Hi--I am a student at NYU who worked on the project. I read your comment with interest. I just wanted to point out that while you correctly refer to "The Legal Workshop" at the start of your post, you slip into referring to it as "The Faculty Workshop" which I think is incorrect.

Great blog!

Matt Lawrence

I am a student who worked on the project, and I have to say your first-cut comments are very interesting. There is a lot to unpack in all this, but I do have one optimistic thought/comment: The Legal Workshop site is brand new, and the content currently on it was developed before the site was even up and running, largely by authors and editors who had not had the chance to see the site.

So while I think you are right about readability/accessibility of the pieces currently on the site, I am hopeful that as the site develops the pieces grow better tailored to the format (although I think the pieces on the site already do a very good job of boiling down complicated content). And comments from other bloggers and the online community will allow the students running the site continually to tailor it.
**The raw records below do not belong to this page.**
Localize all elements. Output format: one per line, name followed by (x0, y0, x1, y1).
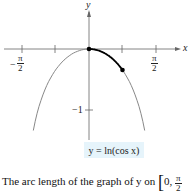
neg-sign: − (10, 60, 16, 70)
point-origin (87, 47, 92, 52)
caption: The arc length of the graph of y on [0, … (2, 172, 182, 191)
equation-label: y = ln(cos x) (84, 142, 144, 158)
arc-segment (89, 49, 123, 70)
point-pi-over-4 (120, 68, 125, 73)
x-axis-label: x (183, 43, 187, 53)
tick-label-neg-one: −1 (72, 105, 83, 115)
y-axis-label: y (86, 0, 90, 10)
chart-canvas (0, 0, 195, 191)
tick-label-half-pi: π2 (151, 54, 158, 73)
y-axis-arrow-icon (87, 10, 91, 17)
x-axis-arrow-icon (175, 47, 181, 51)
tick-label-neg-half-pi: π2 (17, 54, 24, 73)
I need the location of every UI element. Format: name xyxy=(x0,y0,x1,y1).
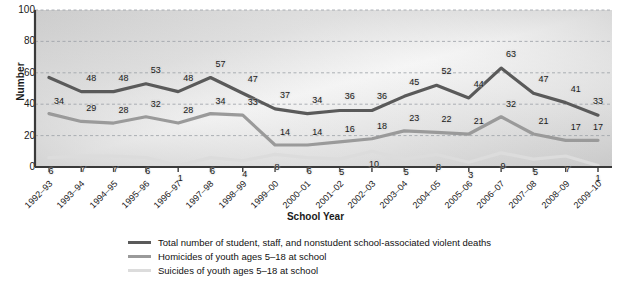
x-tick-label: 2008–09 xyxy=(534,178,571,215)
x-tick-label: 2002–03 xyxy=(341,178,378,215)
legend-label: Homicides of youth ages 5–18 at school xyxy=(158,251,326,262)
x-tick-label: 2004–05 xyxy=(405,178,442,215)
legend-item: Total number of student, staff, and nons… xyxy=(128,235,491,249)
x-axis-title: School Year xyxy=(0,211,631,222)
x-tick-label: 2001–02 xyxy=(308,178,345,215)
chart-legend: Total number of student, staff, and nons… xyxy=(128,235,491,277)
x-tick-label: 2007–08 xyxy=(502,178,539,215)
x-tick-label: 1993–94 xyxy=(50,178,87,215)
legend-swatch-icon xyxy=(128,241,151,244)
x-tick-label: 1996–97 xyxy=(147,178,184,215)
legend-label: Suicides of youth ages 5–18 at school xyxy=(158,265,318,276)
legend-label: Total number of student, staff, and nons… xyxy=(158,237,491,248)
x-tick-label: 1999–00 xyxy=(244,178,281,215)
legend-item: Suicides of youth ages 5–18 at school xyxy=(128,263,491,277)
x-tick-label: 1995–96 xyxy=(115,178,152,215)
x-tick-label: 2009–10 xyxy=(567,178,604,215)
x-tick-label: 2000–01 xyxy=(276,178,313,215)
x-tick-label: 2003–04 xyxy=(373,178,410,215)
x-tick-label: 1998–99 xyxy=(212,178,249,215)
legend-swatch-icon xyxy=(128,269,151,272)
x-tick-label: 2006–07 xyxy=(470,178,507,215)
x-tick-label: 1994–95 xyxy=(82,178,119,215)
violent-deaths-line-chart: Number 020406080100 484853485 xyxy=(0,0,631,285)
legend-item: Homicides of youth ages 5–18 at school xyxy=(128,249,491,263)
x-tick-label: 1997–98 xyxy=(179,178,216,215)
legend-swatch-icon xyxy=(128,255,151,258)
x-tick-label: 2005–06 xyxy=(438,178,475,215)
x-tick-label: 1992–93 xyxy=(18,178,55,215)
x-axis-tick-labels: 1992–931993–941994–951995–961996–971997–… xyxy=(0,0,631,215)
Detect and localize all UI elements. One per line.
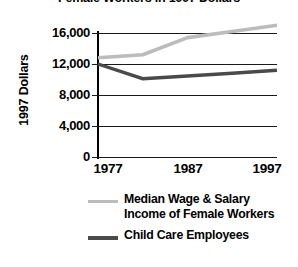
legend-label-child-care: Child Care Employees [124, 228, 249, 243]
legend-label-median-wage: Median Wage & Salary Income of Female Wo… [124, 192, 274, 222]
legend-swatch-line-icon-child-care [88, 236, 118, 240]
legend-item-median-wage[interactable]: Median Wage & Salary Income of Female Wo… [0, 192, 298, 228]
chart-legend: Median Wage & Salary Income of Female Wo… [0, 192, 298, 250]
legend-label-median-wage-line2: Income of Female Workers [124, 207, 274, 222]
legend-label-median-wage-line1: Median Wage & Salary [124, 192, 250, 206]
chart-container: Female Workers in 1997 Dollars 1997 Doll… [0, 0, 298, 267]
series-line-child-care-employees [98, 64, 277, 79]
legend-swatch-line-icon-median-wage [88, 200, 118, 203]
legend-item-child-care[interactable]: Child Care Employees [0, 228, 298, 250]
series-line-median-wage-salary [98, 25, 277, 58]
One other point--the long form scholarship you describe often leads to lengthy law review articles talking past one another. Asking authors to boil their arguments down into short form, while keep the long form "supported" print content, will let students "categorize" and tag the pieces that get posted--eventually leading to an indexed archive of scholarship. Along with the possibility to submit response pieces to the site, hopefully this will pull back on the tendency of law review articles to resemble ships passing in the night.

J. Bogart

Content is everything. The journal has significant possibility for practitioners interested in academic developments. I think there is interest beyond immediate practice guides and treatises, and accessible formats will drive some of that further. SSRN is not well known to lawyers, for example. And keep in mind that a significant part of the audience for Antitrust Journal is practicing lawyers.

BarristersHandshake

Color me cynical, but I say enough with the "excitement" about this thing, it's gratuitous self promotion for authors published in the leading law reviews. (no offense to them, if I was published in one of these places I'd draft one of these too).

With that said, for the most part we're getting 2500 word abstracts (up from the 500 word abstracts) but it's still dense legal theory that won't appeal to the masses.

Thus, the only audience left for this are law professors, who don't need short versions of articles to be drawn into scholarship published by Cornell, Duke, Georgetown, New York University, Northwestern, Stanford, Chicago.